**Your task**
Copy out exactly the stretch below, from the line with "Identify the location of route-guidance-label: Route" through the line with "The image size is (624, 364).", both included; the pictures stay out.

[Stored items]
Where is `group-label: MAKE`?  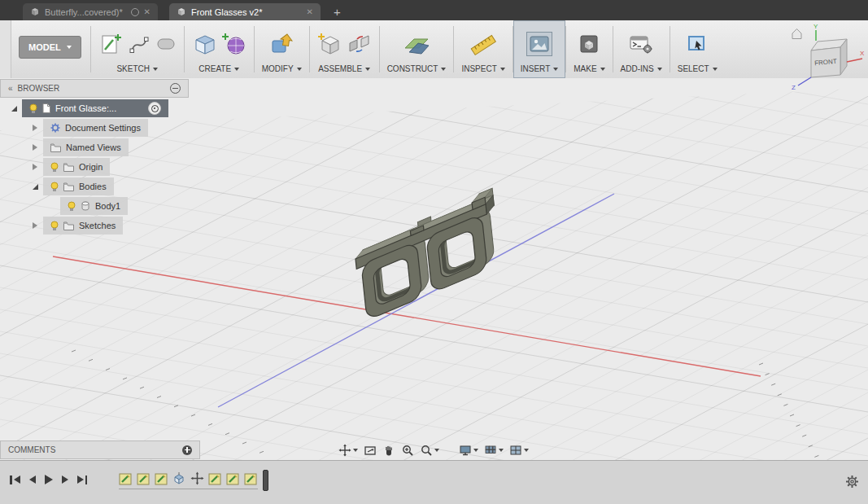 group-label: MAKE is located at coordinates (585, 68).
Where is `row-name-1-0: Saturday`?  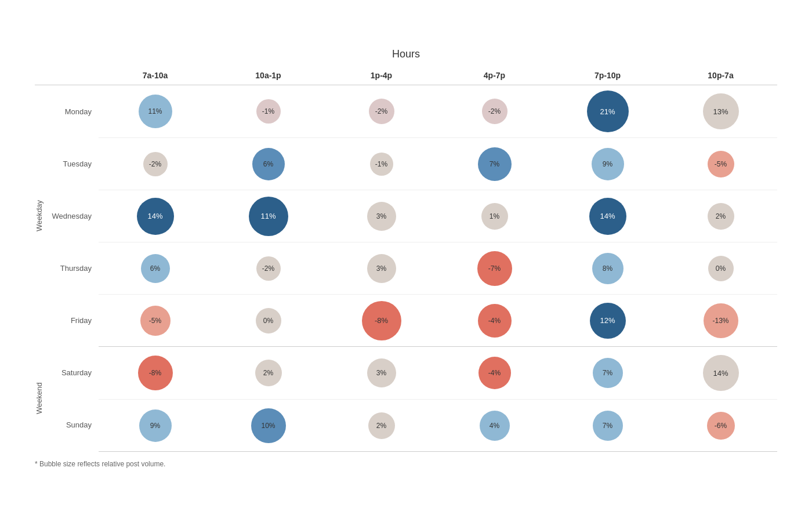
row-name-1-0: Saturday is located at coordinates (73, 372).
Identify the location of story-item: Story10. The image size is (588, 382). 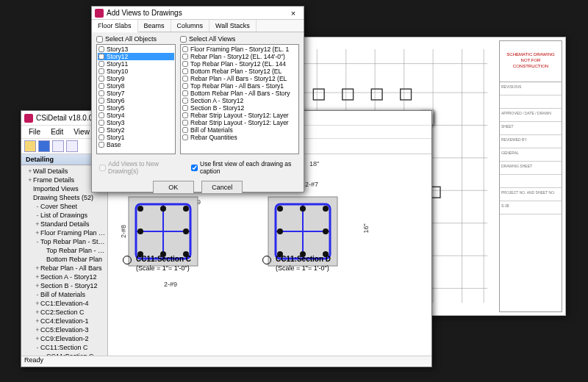
(136, 71).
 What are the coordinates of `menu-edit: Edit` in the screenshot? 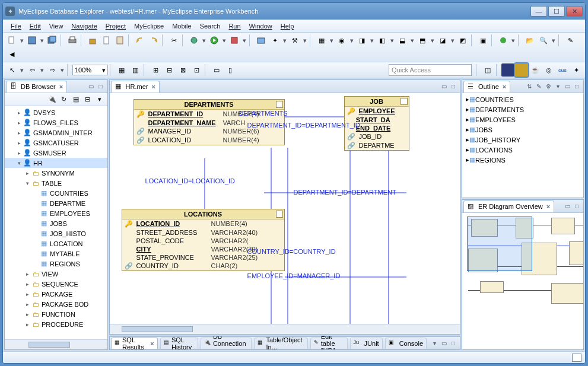 It's located at (36, 26).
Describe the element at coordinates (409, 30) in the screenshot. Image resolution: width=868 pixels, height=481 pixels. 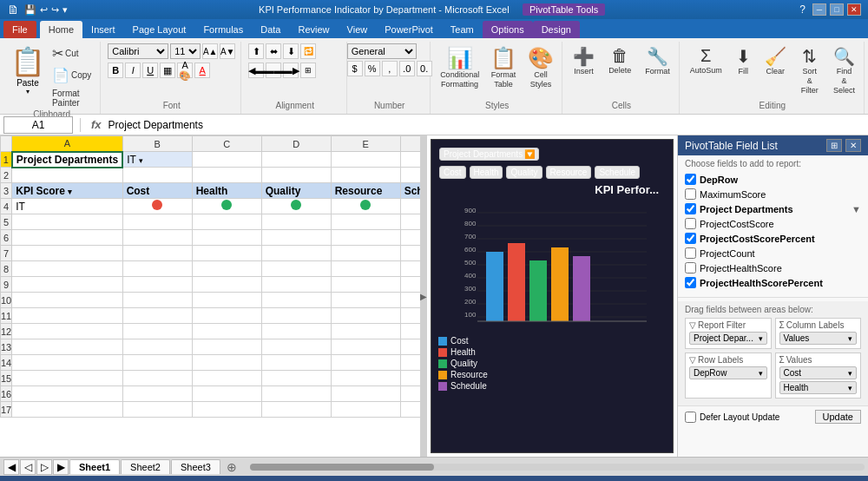
I see `tab-powerpivot: PowerPivot` at that location.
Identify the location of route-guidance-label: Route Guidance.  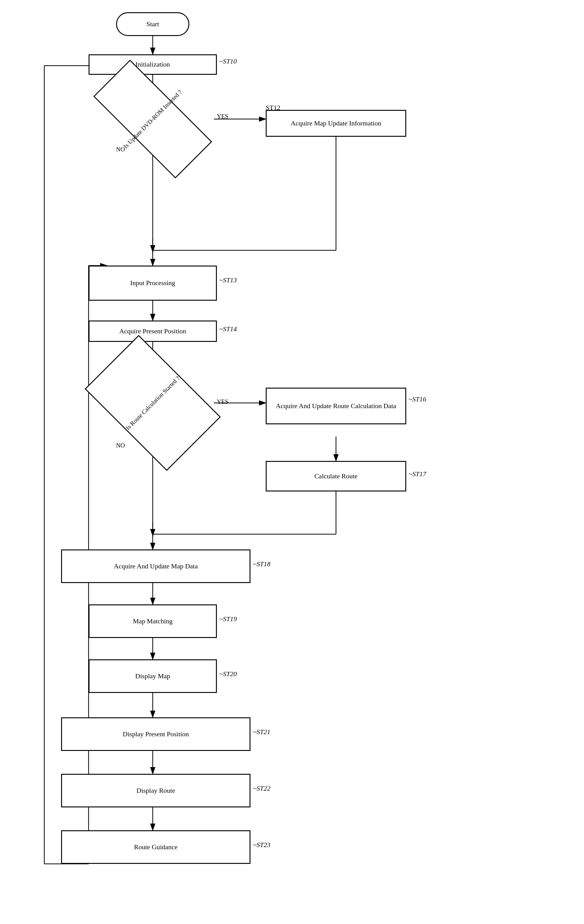
(156, 847).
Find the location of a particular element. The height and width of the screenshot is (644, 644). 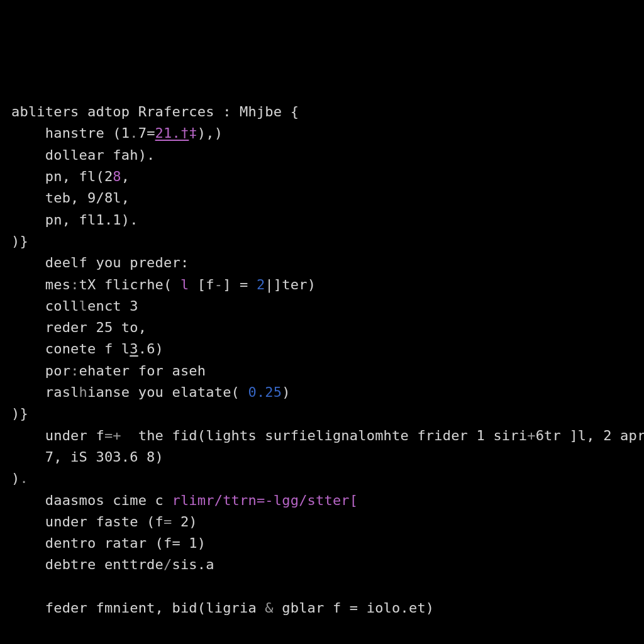

code-line: pn, fl(28, is located at coordinates (322, 177).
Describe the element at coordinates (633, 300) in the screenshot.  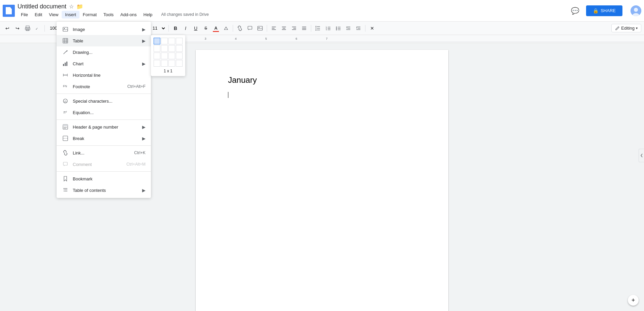
I see `zoom-in-button: +` at that location.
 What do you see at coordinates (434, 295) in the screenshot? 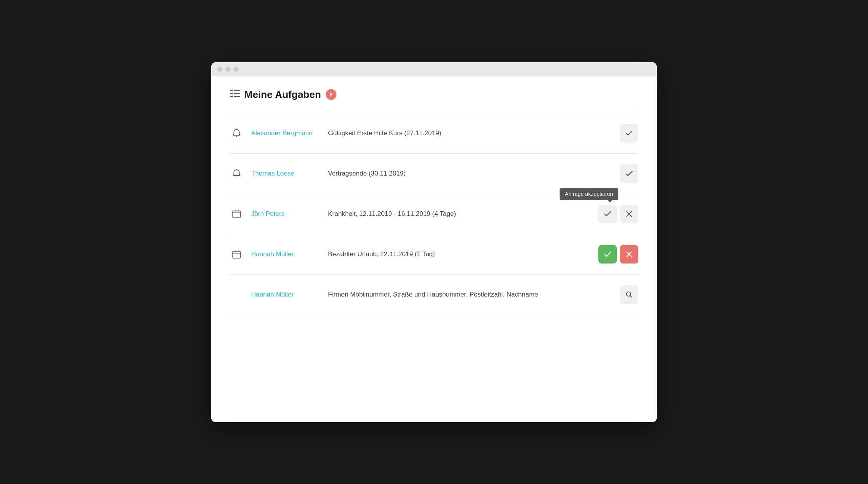
I see `task-row: Hannah MüllerFirmen Mobilnummer, Straße …` at bounding box center [434, 295].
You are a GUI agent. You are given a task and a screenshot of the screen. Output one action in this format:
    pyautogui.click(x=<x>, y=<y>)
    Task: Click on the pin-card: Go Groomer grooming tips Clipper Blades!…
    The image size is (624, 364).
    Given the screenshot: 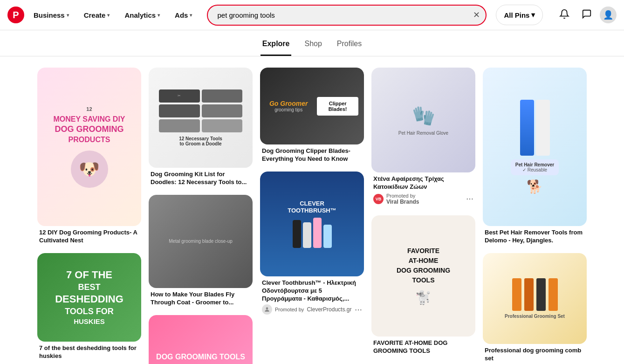 What is the action you would take?
    pyautogui.click(x=312, y=116)
    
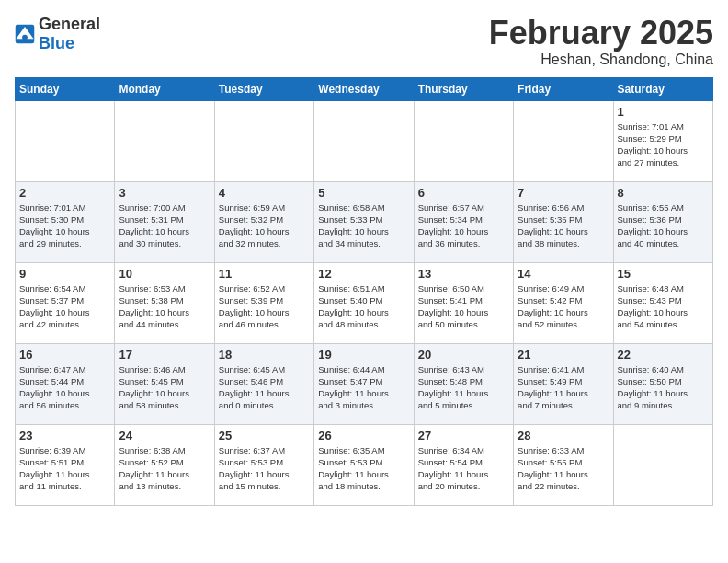  Describe the element at coordinates (601, 41) in the screenshot. I see `title-area: February 2025 Heshan, Shandong, China` at that location.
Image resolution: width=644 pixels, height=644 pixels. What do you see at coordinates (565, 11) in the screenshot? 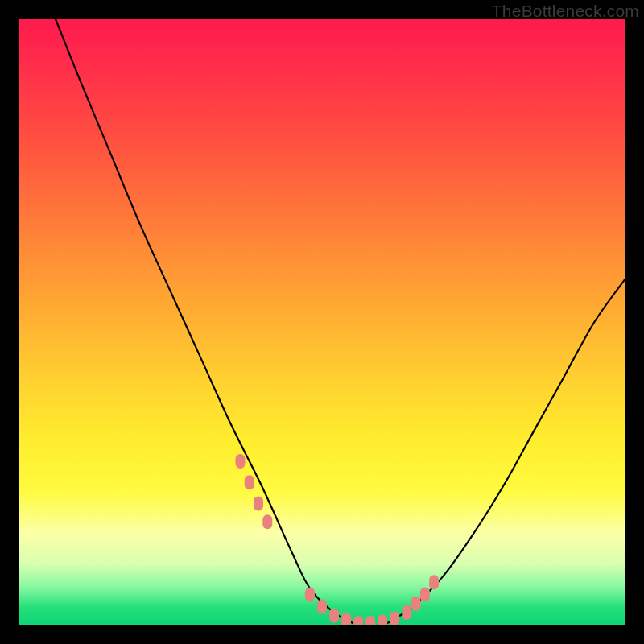
I see `watermark-text: TheBottleneck.com` at bounding box center [565, 11].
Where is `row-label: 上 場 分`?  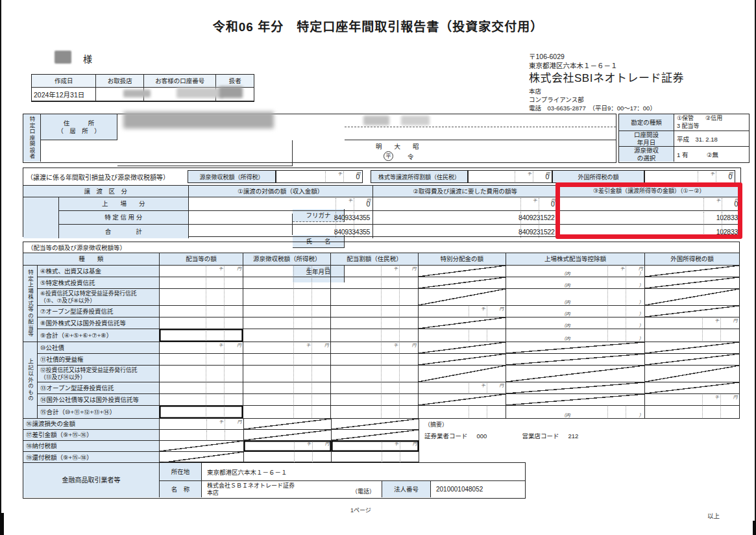 row-label: 上 場 分 is located at coordinates (124, 204).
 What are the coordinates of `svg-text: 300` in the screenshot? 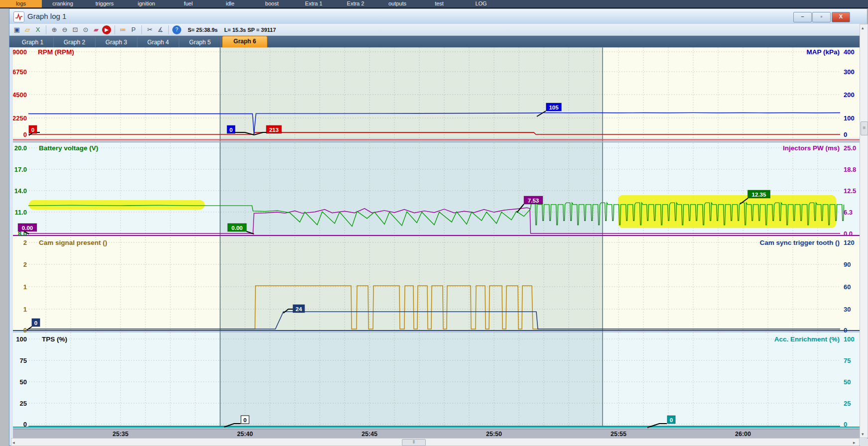 It's located at (849, 72).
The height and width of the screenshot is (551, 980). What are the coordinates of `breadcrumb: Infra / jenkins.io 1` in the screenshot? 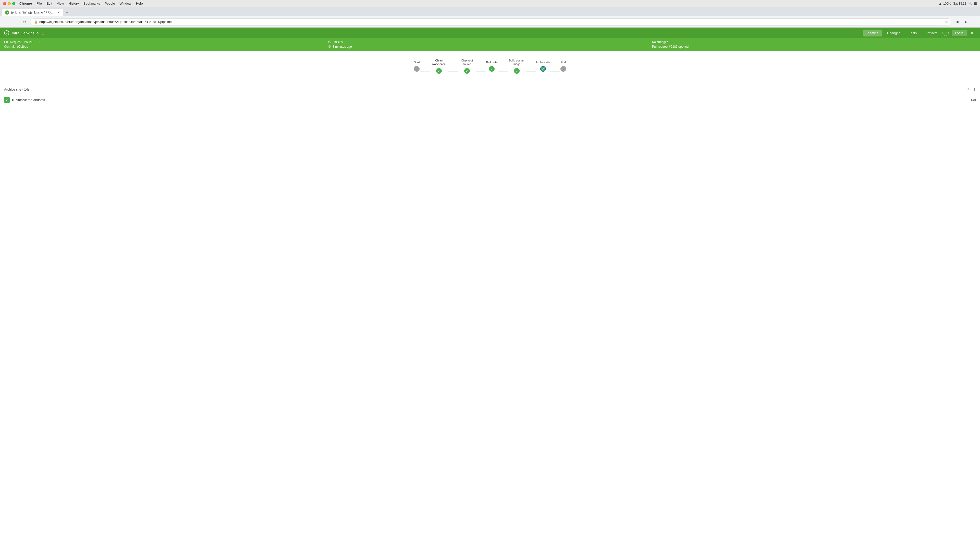 It's located at (28, 33).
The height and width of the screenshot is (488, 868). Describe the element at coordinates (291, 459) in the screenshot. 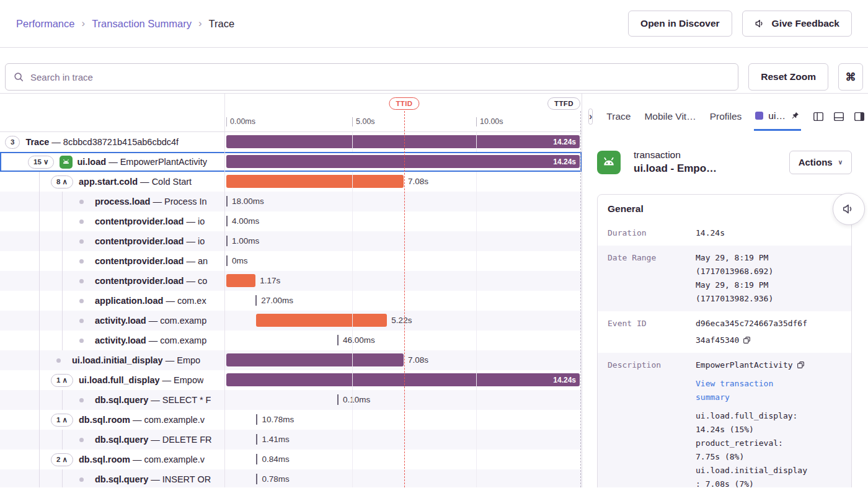

I see `span-row: 2 ∧db.sql.room — com.example.v0.84ms` at that location.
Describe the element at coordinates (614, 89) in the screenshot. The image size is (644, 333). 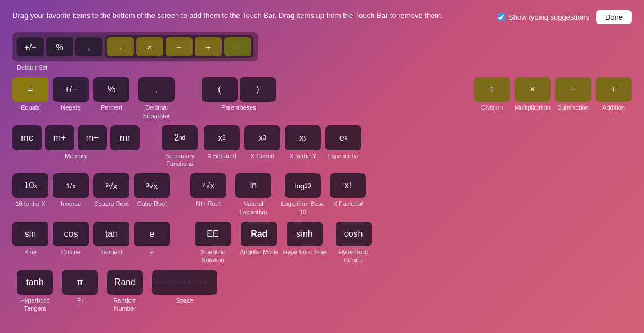
I see `addition-btn: +` at that location.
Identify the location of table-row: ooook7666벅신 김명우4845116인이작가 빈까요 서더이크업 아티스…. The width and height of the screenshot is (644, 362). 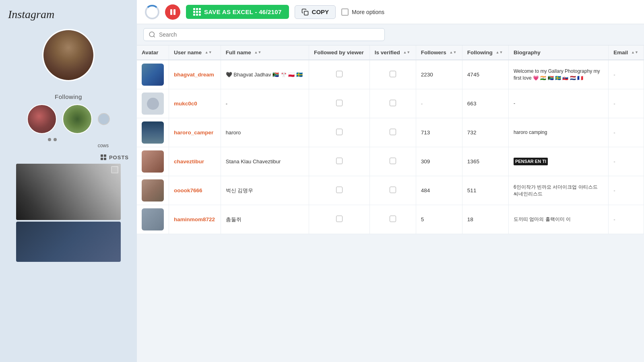
(390, 191).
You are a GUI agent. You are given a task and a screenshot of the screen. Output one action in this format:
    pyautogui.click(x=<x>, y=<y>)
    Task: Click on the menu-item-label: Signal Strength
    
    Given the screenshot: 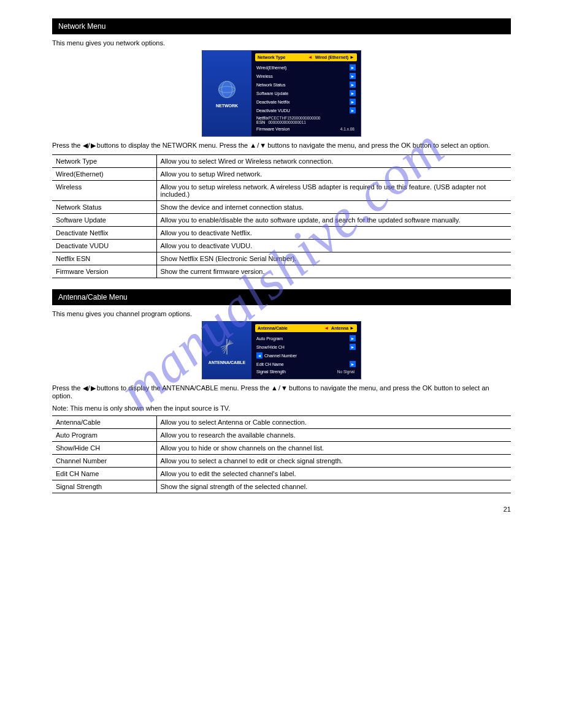 What is the action you would take?
    pyautogui.click(x=297, y=371)
    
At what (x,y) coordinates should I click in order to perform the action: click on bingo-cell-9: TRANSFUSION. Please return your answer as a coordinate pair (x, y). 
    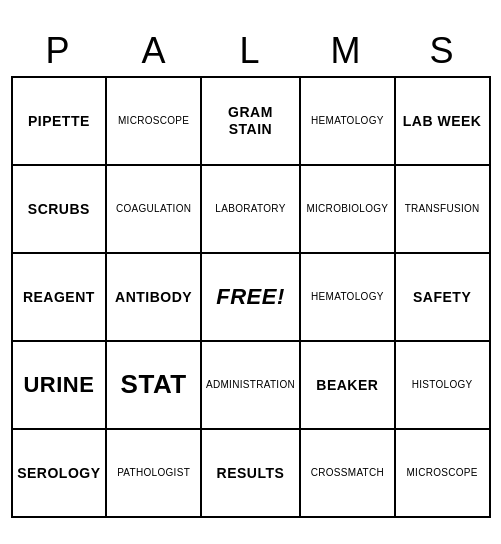
    Looking at the image, I should click on (444, 210).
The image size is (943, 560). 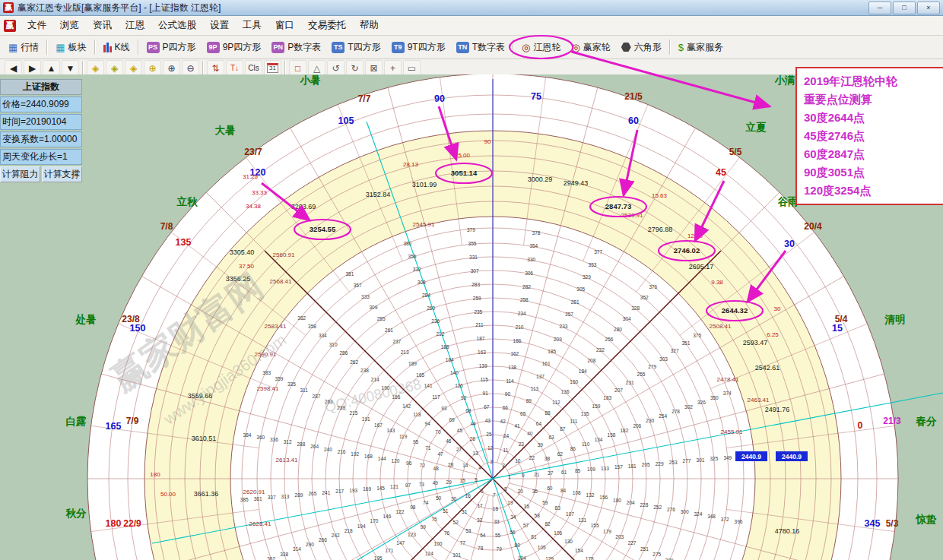 I want to click on close-button: ×, so click(x=929, y=8).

**Answer below**
Identify the location of route-guidance-label: Route Guidance.  
(156, 847).
Find the location of a particular element. The height and width of the screenshot is (644, 644). 

code-line: pn, fl(28, is located at coordinates (322, 177).
Describe the element at coordinates (633, 300) in the screenshot.  
I see `zoom-in-button: +` at that location.
 What do you see at coordinates (434, 295) in the screenshot? 
I see `task-row: Hannah MüllerFirmen Mobilnummer, Straße …` at bounding box center [434, 295].
You are a GUI agent. You are given a task and a screenshot of the screen. Output one action in this format:
    pyautogui.click(x=<x>, y=<y>)
    Task: Click on the pin-card: Go Groomer grooming tips Clipper Blades!…
    The image size is (624, 364).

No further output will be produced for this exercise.